[imagesource: Pexels / Philippe Donn]
Boat skippers these days work hard for their money.
On the odd occasion when they get things wrong, it often becomes international news. I bet when you hear the words ‘Suez Canal’ now, your first thought is of the Ever Given becoming wedged and all of those glorious memes.
There’s also the fact that skippers spend weeks away from home on the open sea, and, if they work in shipping and logistics, they’re on vessels that are twice as likely to be struck by lightning.
Several years of work by researchers at the University of Washington and NASA, starting with a 2017 paper titled ‘Lightning Enhancement Over Major Oceanic Shipping Lanes’, has revealed that lightning strikes are twice as common along some of the world’s busiest shipping lanes, reports WIRED.
This compilation video from earlier this year gives you a pretty good idea of what it’s like to be on a cargo ship in the middle of a storm:
Add lightning into the mix and it’s even more terrifying.
So, why are shipping lanes more prone to lightning strikes?
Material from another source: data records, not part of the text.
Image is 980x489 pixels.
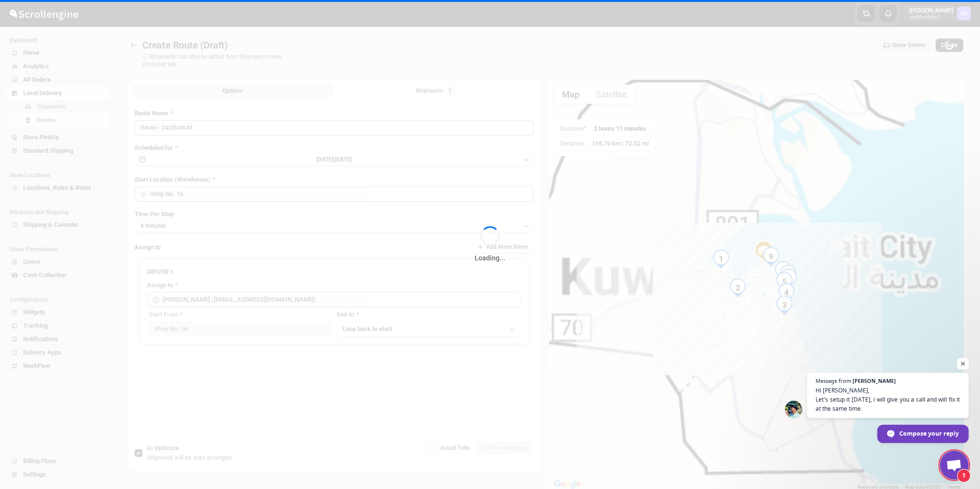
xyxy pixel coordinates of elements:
span: Message from [816,378,852,384]
span: Compose your reply [899,425,959,442]
span: Hi [PERSON_NAME], Let's setup it [DATE], i will give you a call and will fix it at the same time. [816,386,960,413]
span: 1 [957,469,971,482]
span: [PERSON_NAME] [853,378,896,384]
a: Open chat [940,451,969,480]
span: Loading... [475,253,506,263]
First, this is how lightning happens under normal circumstances:
Under normal conditions, microscopic water droplets in the air grab onto “cloud condensation nuclei,” which are aerosol particles bigger than 50 nanometers, like a bit of dust, or sulphur dioxide. When few particles are present, each one picks up more droplets, and they coalesce into relatively short clouds at low altitudes. Those make rain.
When a lot of aerosol particles are present, each one gets fewer droplets, and can float high enough into the atmosphere to freeze. In the resulting tall clouds, those bits of ice and slush run into each other and transfer electric charges.
The difference in charge creates an electric field and voila, you have lightning.
Cargo ships burn fuel which, when introduced into the atmosphere, contributes to the particles that create lightning. More particles mean more lightning.
The official term for this is “aerosol convective invigoration”. Some researchers also dubbed it “catalysing lightning”.
The increase in lightning along shipping lanes means an increased risk to cargo ships and the cargo on board, meaning it’s more important than ever to use a logistics and shipping service that offers marine freight insurance.
Berry & Donaldson, one of South Africa’s most extensive privately-owned clearing and forwarding agents, has the expertise and buying power to get the best possible rates from underwriters.
They’ll also handle the rest of your shipping needs, from route optimisation right through to currency cover, tariff determination, Customs regulations, and packaging requirements.
Come hell or high water, and even lightning, they’ll get your stuff where it needs to go.